Ha, Ha, Ha, Ha - A Damned Clever Comparison (Though Totally Inaccurate)
RECEIVED Tue., Aug. 9, 2005
Dear Editor, I sit waiting in breathless anticipation of the Chronicle's call to have someone like Jim Hightower write a scathing attack on a corrupt, evil organization surely on par with Enron or WorldCom, the UN. It has all the necessary ingredients of a good anti-corporation rant, corruption, nepotism, rich people stealing from the poor ... it's the oil for food scandal. 'Course, I might have missed it, but I really haven't seen all that much attention paid in this paper to the UN, which is odd. Bosnia, Rwanda, Somalia, Ethiopia, Sudan, Chad.
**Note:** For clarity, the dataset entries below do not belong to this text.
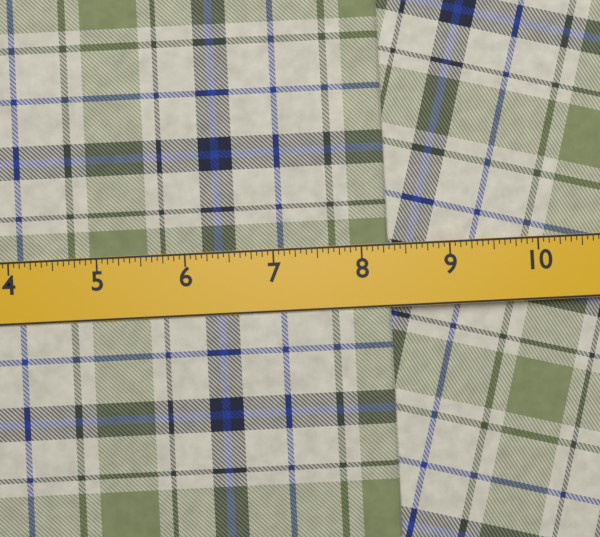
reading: 8.3125 in
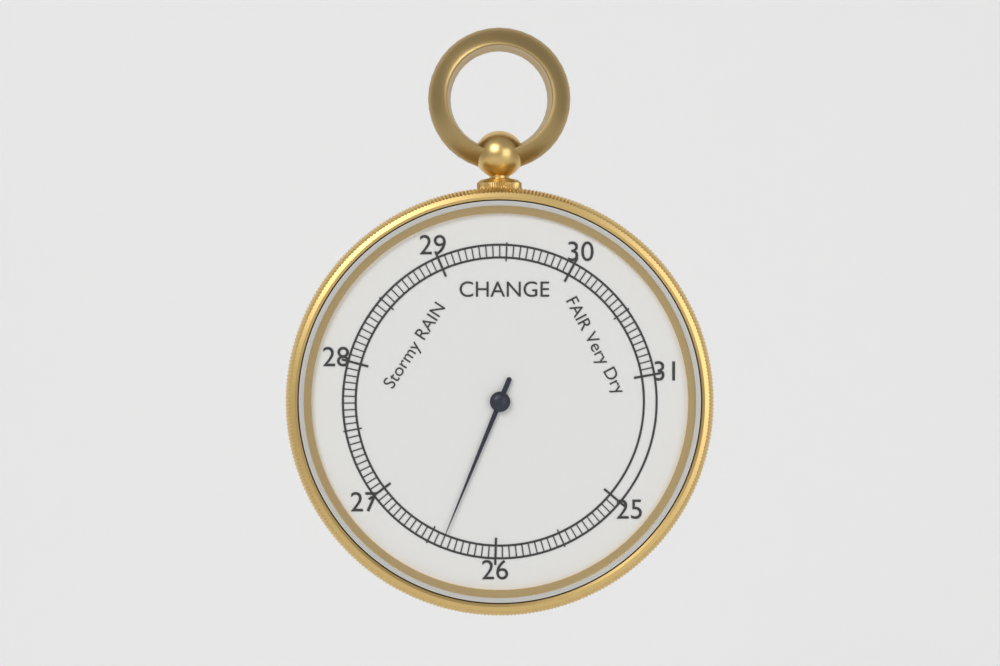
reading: 26.40 inHg
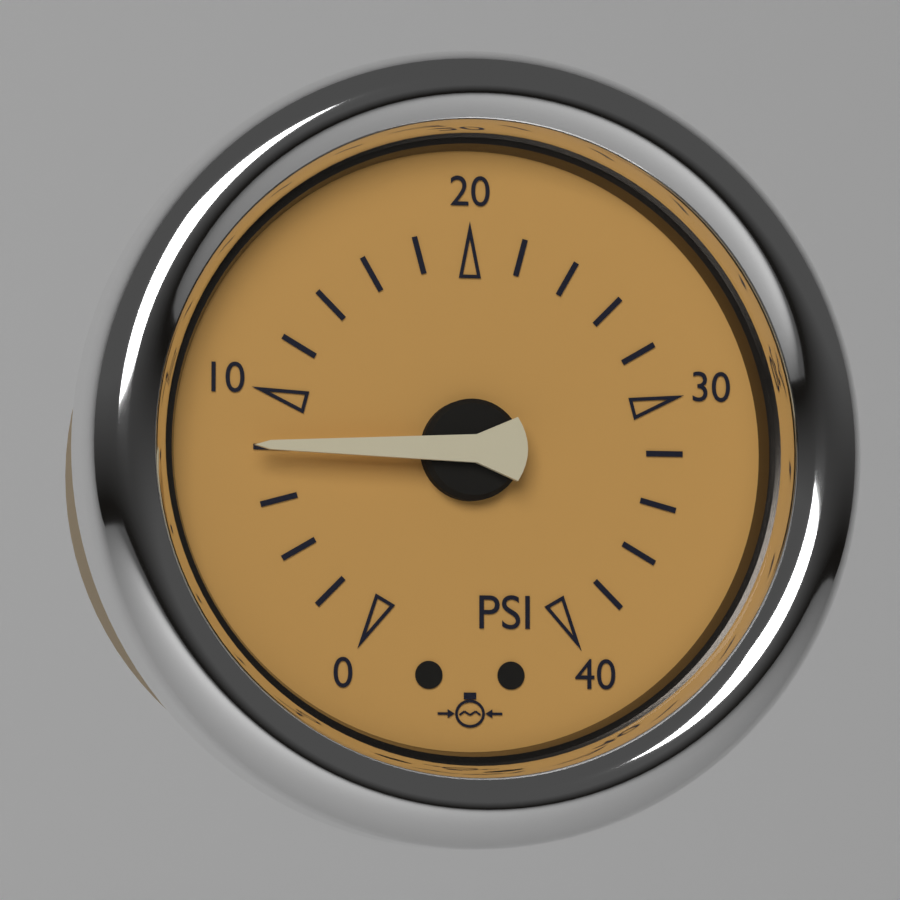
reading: 8 psi
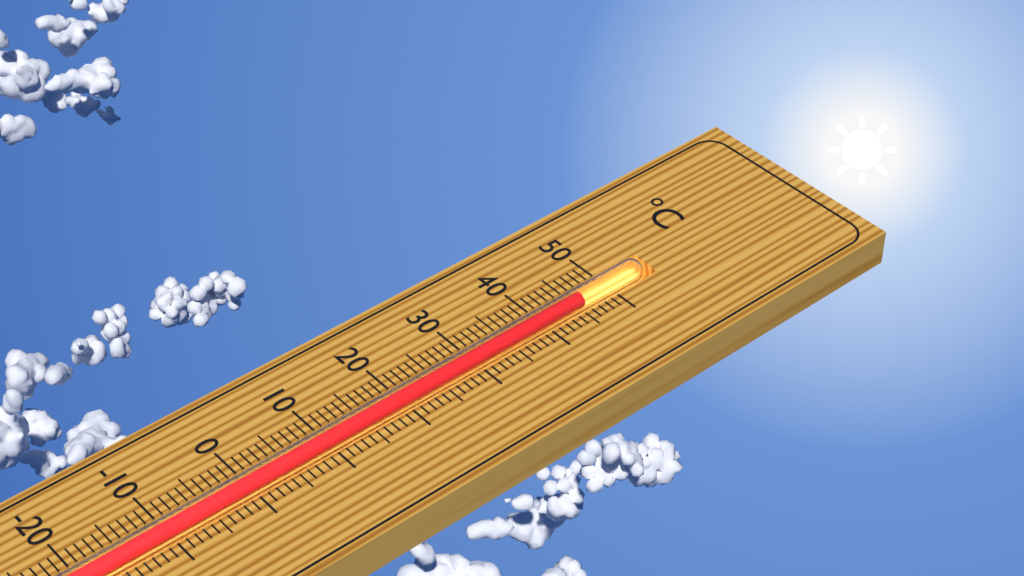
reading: 46 °C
All virtually ignored by the UN, whose mission I was led to believe was to address issues in places around the world. Like genocide. Politically motivated starvation of hundreds of thousands in Africa. Like slavery in Sudan. Indictments are being handed down right now to leading UN officials for taking kickbacks in the oil for food program, namely Benon Sevan, who was the director of that program. You know, money that was supposed to buy food and medicine for the children of Iraq? Alexander Yakovlev has pled guilty to taking $1 million in bribes as a procurement officer for the program. Last year, or the year before, the UN held a conference on world hunger in South Africa. Cost per delegate to the four-day meeting? It was $40,000 per delegate. But that is to be expected, they were eating fresh lobster. In all honesty, the UN did do a lot to help stamp out smallpox. Other than that, it needs to be looked at just as hard as Enron was and action needs to be taken. Time to hold the UN accountable. Thanks for all the nice letters too, wish my responses could get published, but please, keep writing.